* Problem to work on: In the records below, the part to copy starts at the line containing "reading: 28.6 inHg" and goes to the last line; output it exactly, without pictures.

========

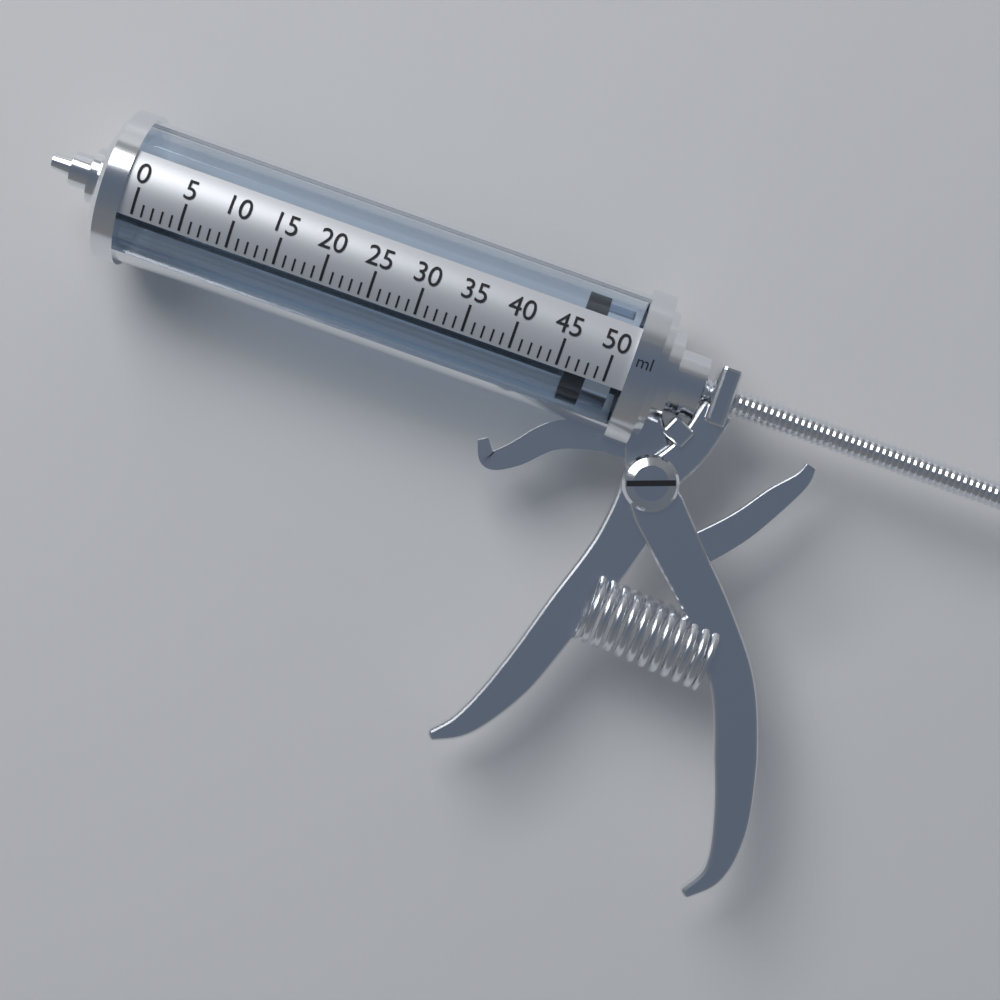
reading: 46 ml
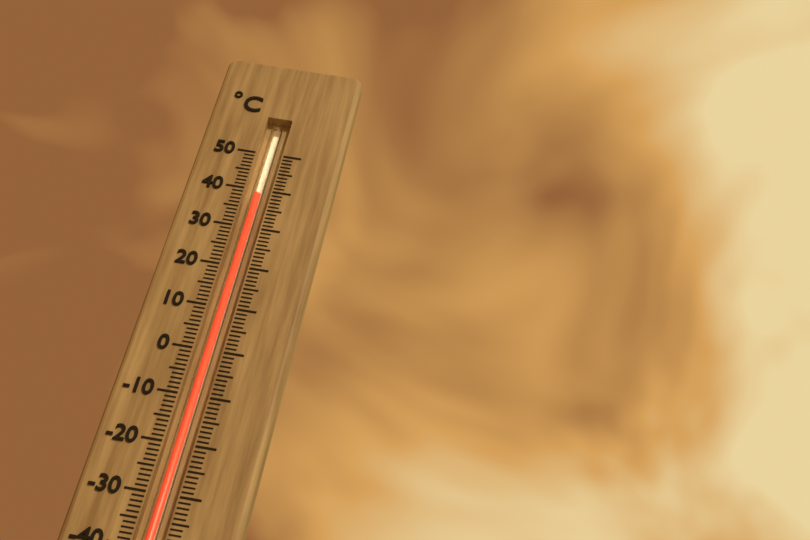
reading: 39 °C
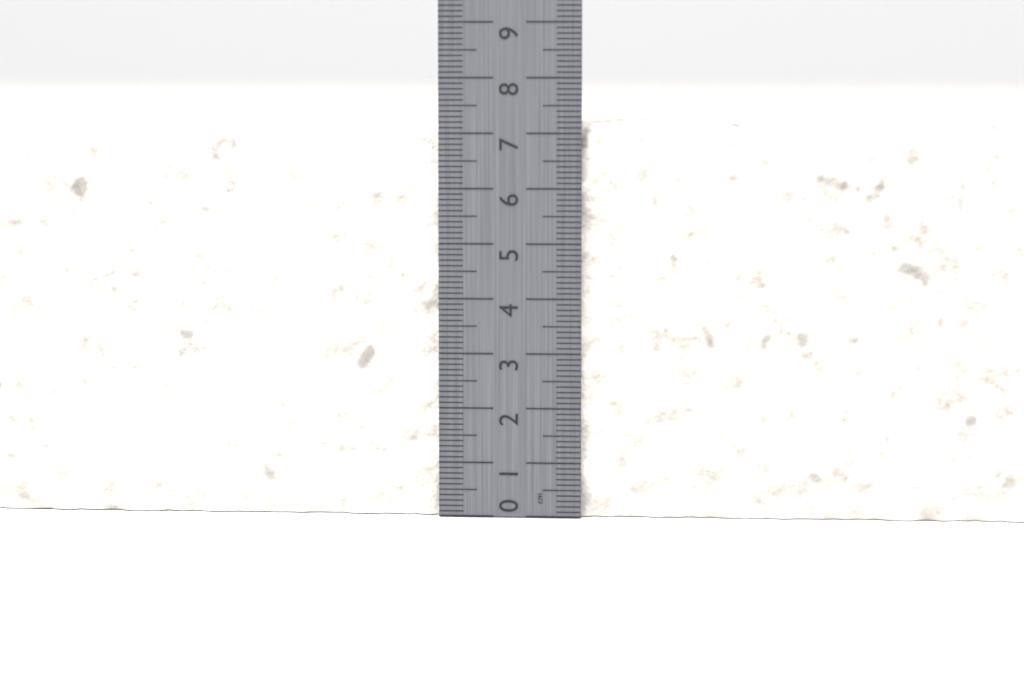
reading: 7.2 cm
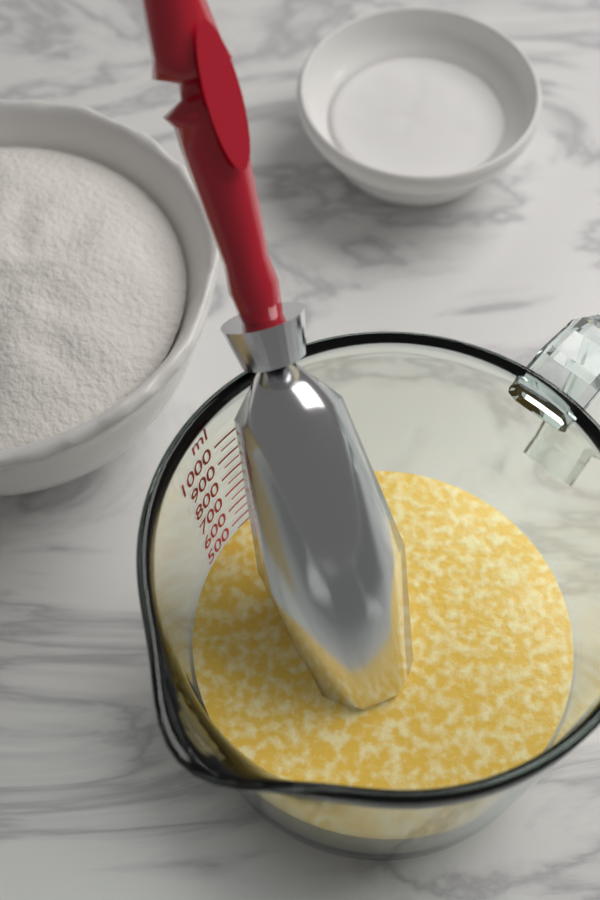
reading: 450 ml
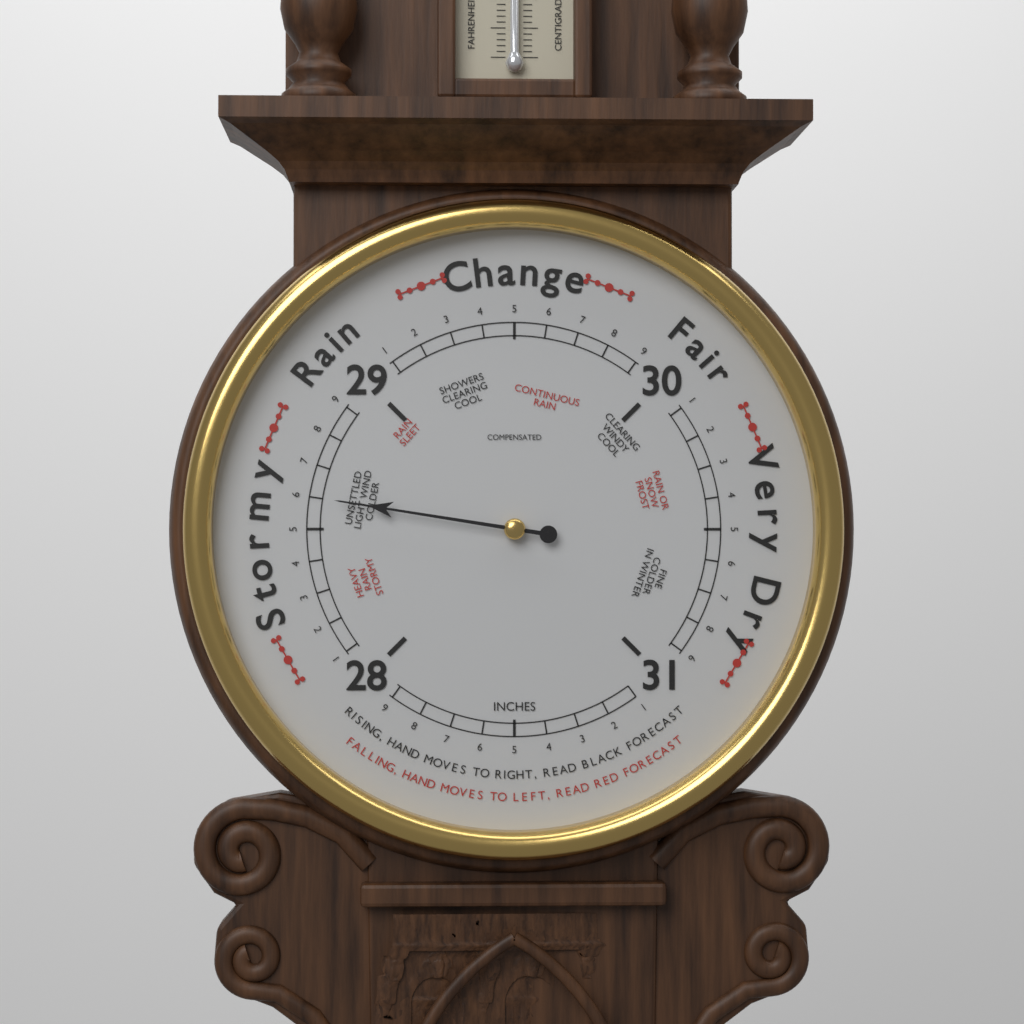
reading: 28.6 inHg
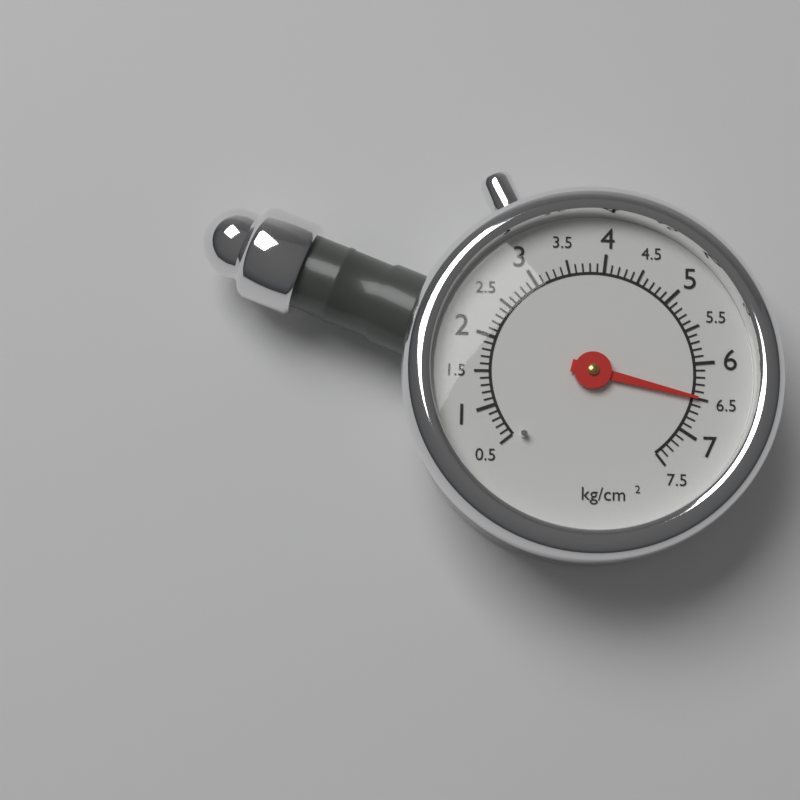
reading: 6.5 kg/cm²
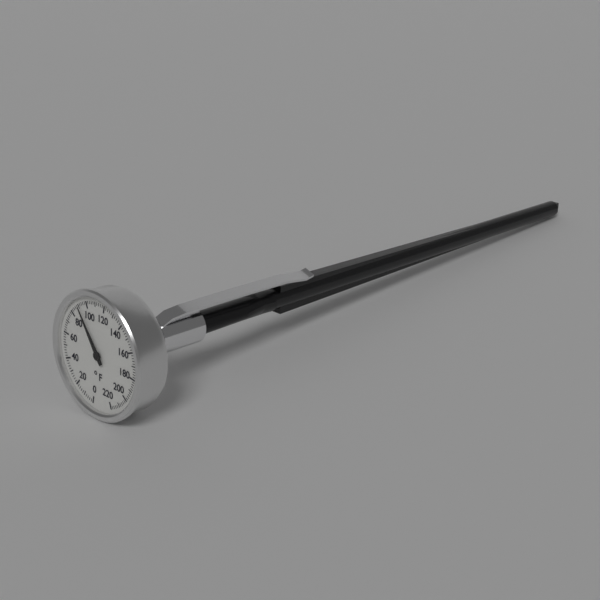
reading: 90 °F
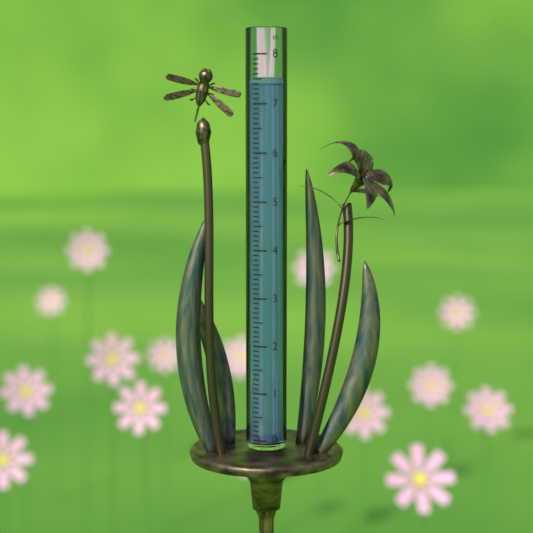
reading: 7.4 in
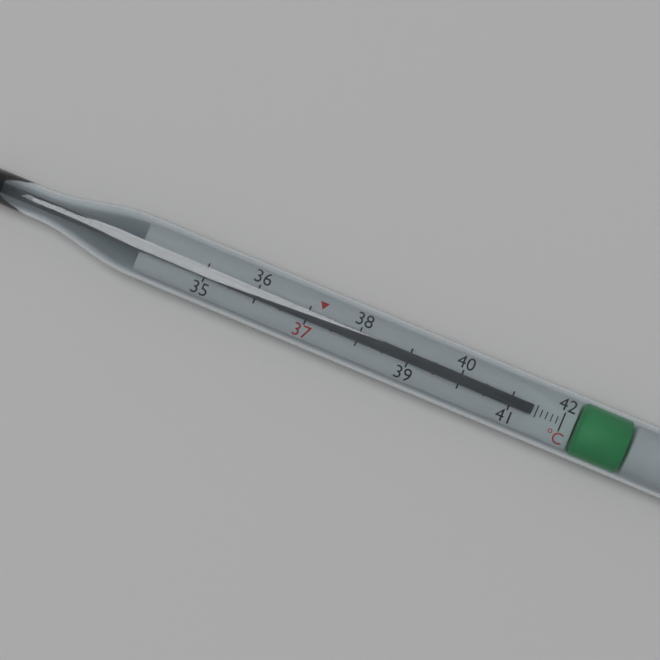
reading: 41.4 °C
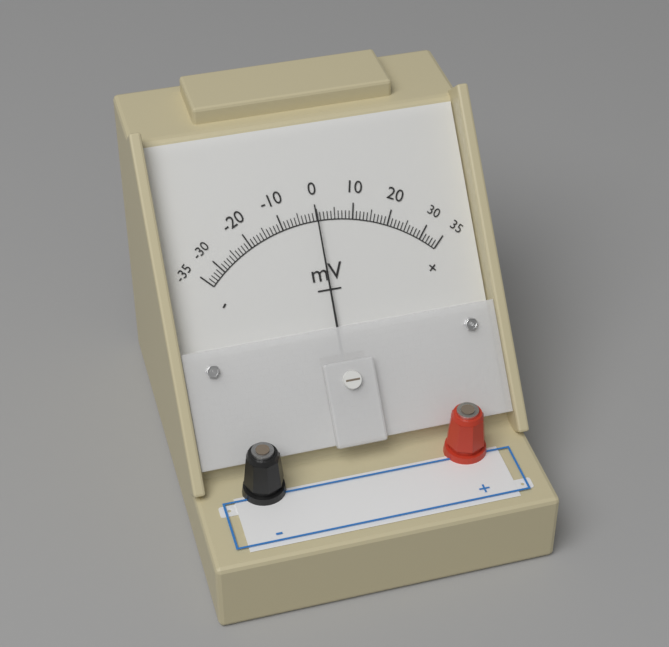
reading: 0 mV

========

* Written solution:
reading: 28.6 inHg
reading: 6.5 kg/cm²
reading: 90 °F
reading: 7.4 in
reading: 41.4 °C
reading: 0 mV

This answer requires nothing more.